Thank you, Chair.
Thank you, everybody, for being here today and for the work that you've been doing with your own respective organizations to move this legislation forward.
I think everybody agrees that there are very good components to this legislation and that it's going to make a big difference in the lives of people across the country.
Mr. Daniels, I want to start with you for a minute.
You and I started having a conversation about the concept of monetization way back in 2021. I know that seems like forever ago with COVID and all that stuff in between, but we started the conversation back in 2021. We talked about all kinds of things, like how the multiplier effect of leveraging could create upfront investments to really work at closing the infrastructure gap. We talked about the fact that inflation didn't allow the increase in capital grants that are provided at, say, a 2% per year increase to keep up with inflation. We talked about own-source revenue definitions and how the expansion of those could actually lead to more opportunity to leverage some of those revenues to attack that infrastructure deficit.
Today, in one of the presentations, it was already mentioned about the report on barriers to end indigenous economic development and how this committee unanimously endorsed the idea of testing this concept out with a pilot project of some kind.
Could you expand on that just a little bit? Just take a couple of minutes and talk about how this concept of monetization is really a huge opportunity to close that infrastructure gap in indigenous communities.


* **Task goal**
Below are the records. Gather each line that holds "Employer".

(Items from a figure collection)
========

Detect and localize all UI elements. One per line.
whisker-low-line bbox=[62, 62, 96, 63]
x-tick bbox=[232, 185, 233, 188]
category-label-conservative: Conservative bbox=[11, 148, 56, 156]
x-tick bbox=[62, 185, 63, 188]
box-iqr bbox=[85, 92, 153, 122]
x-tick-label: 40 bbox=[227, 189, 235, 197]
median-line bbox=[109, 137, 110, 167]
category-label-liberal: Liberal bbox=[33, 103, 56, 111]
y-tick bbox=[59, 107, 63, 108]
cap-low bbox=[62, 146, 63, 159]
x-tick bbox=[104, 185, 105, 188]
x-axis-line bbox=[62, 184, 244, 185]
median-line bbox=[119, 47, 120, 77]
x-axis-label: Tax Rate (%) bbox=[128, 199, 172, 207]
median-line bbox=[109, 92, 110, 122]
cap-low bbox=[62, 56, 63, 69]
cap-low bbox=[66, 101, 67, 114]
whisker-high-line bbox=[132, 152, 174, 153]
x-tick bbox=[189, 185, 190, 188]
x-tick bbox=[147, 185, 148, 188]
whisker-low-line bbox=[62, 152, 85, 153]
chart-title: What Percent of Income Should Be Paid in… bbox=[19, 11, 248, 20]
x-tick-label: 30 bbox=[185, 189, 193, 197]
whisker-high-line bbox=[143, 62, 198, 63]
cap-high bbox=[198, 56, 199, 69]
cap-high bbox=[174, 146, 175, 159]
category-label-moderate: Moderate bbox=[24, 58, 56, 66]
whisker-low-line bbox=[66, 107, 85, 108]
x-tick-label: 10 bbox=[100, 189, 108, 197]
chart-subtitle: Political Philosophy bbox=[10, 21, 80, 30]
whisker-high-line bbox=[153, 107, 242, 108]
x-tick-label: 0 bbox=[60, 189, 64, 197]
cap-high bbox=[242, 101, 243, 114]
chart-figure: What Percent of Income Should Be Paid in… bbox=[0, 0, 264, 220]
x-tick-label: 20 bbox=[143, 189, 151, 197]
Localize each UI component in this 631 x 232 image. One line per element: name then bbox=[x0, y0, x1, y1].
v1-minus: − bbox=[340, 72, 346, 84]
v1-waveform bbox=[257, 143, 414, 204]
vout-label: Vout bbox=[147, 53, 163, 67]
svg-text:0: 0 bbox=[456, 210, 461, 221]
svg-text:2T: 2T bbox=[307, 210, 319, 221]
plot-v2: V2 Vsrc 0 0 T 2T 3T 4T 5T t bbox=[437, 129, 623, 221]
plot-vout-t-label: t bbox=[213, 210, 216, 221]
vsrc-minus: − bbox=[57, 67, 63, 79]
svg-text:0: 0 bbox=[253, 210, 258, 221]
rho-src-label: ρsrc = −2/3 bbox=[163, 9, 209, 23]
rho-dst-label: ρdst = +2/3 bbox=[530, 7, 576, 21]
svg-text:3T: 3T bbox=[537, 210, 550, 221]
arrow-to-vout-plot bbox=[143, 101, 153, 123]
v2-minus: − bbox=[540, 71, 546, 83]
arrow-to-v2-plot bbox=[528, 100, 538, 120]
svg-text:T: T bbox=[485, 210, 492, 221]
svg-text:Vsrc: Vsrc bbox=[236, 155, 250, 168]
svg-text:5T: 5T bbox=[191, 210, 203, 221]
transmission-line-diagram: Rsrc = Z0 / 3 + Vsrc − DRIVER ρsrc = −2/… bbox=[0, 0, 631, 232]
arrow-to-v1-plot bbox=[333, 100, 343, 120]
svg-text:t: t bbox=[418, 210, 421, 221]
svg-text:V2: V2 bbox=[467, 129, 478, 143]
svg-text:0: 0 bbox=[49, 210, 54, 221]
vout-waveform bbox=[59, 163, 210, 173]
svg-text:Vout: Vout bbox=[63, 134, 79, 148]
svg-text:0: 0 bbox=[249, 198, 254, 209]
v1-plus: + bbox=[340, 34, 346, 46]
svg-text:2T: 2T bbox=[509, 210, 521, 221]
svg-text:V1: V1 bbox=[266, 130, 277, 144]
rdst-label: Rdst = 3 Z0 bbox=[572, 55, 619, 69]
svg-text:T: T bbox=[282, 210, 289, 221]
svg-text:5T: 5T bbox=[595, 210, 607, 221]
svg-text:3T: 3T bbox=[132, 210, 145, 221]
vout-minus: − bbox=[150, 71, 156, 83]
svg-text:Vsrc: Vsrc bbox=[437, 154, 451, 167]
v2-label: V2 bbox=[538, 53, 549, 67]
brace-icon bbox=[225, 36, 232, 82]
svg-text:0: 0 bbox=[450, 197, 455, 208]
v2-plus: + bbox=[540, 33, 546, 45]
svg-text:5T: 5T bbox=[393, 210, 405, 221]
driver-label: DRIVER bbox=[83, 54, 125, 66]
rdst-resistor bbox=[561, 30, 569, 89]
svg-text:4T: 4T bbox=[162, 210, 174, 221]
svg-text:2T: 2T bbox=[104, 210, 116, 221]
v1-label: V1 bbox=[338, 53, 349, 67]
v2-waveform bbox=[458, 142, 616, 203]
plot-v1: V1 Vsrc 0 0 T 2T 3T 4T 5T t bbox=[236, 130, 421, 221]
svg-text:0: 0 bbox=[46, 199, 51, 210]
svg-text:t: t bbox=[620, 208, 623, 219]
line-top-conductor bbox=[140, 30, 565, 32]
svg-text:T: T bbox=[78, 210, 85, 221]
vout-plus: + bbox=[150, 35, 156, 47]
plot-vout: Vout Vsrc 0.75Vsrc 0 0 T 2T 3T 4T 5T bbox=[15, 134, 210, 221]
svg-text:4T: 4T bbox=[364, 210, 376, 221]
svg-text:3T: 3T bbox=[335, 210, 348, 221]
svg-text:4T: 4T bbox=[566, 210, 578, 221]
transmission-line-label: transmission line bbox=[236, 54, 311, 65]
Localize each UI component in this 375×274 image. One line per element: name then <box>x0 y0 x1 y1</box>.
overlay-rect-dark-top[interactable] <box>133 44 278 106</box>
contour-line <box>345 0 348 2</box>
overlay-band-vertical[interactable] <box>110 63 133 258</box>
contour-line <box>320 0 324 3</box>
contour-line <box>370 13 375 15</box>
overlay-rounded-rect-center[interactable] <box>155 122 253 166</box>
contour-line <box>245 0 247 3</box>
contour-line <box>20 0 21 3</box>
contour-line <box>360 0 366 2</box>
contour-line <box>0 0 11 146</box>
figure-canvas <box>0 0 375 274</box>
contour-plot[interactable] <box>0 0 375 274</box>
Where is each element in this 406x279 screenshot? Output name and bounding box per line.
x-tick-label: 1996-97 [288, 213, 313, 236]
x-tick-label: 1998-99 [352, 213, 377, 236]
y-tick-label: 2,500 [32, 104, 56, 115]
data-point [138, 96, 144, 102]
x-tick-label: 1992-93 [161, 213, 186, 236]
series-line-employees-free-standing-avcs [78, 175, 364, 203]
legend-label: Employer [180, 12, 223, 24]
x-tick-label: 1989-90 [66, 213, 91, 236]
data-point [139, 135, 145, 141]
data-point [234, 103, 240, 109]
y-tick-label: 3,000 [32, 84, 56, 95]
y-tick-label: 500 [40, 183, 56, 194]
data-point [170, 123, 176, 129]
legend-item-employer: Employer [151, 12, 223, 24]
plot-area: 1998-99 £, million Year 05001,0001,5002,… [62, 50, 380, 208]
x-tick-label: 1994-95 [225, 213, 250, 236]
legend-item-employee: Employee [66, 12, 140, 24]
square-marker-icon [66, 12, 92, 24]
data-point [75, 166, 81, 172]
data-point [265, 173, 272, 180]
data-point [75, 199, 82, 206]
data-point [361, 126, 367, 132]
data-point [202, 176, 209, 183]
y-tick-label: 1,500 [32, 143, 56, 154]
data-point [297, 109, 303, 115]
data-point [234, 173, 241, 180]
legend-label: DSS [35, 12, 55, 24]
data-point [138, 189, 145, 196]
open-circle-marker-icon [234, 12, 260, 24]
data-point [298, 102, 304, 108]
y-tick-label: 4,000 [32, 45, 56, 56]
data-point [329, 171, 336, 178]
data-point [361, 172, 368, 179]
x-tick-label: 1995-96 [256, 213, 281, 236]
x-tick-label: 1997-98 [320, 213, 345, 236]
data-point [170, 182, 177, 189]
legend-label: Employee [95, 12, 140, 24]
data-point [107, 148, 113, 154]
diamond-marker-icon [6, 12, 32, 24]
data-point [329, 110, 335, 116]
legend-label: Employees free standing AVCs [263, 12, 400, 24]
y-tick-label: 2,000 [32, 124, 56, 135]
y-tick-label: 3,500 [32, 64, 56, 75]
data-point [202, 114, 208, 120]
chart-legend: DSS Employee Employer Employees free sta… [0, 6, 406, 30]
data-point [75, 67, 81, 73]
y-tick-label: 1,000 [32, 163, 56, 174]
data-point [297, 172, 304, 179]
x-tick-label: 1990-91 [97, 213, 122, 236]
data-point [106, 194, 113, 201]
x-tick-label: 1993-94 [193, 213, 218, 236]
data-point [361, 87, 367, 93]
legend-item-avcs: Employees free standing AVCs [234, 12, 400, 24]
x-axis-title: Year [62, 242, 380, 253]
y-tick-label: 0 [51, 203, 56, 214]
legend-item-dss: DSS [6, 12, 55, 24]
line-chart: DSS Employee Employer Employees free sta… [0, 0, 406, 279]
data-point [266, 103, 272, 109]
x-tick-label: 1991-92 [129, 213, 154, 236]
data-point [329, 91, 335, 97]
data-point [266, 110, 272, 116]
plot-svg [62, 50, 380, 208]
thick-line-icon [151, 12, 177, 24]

========

* **Solution to the problem**
legend-label: Employer [180, 12, 223, 24]
legend-item-employer: Employer [151, 12, 223, 24]
chart-legend: DSS Employee Employer Employees free sta… [0, 6, 406, 30]
line-chart: DSS Employee Employer Employees free sta… [0, 0, 406, 279]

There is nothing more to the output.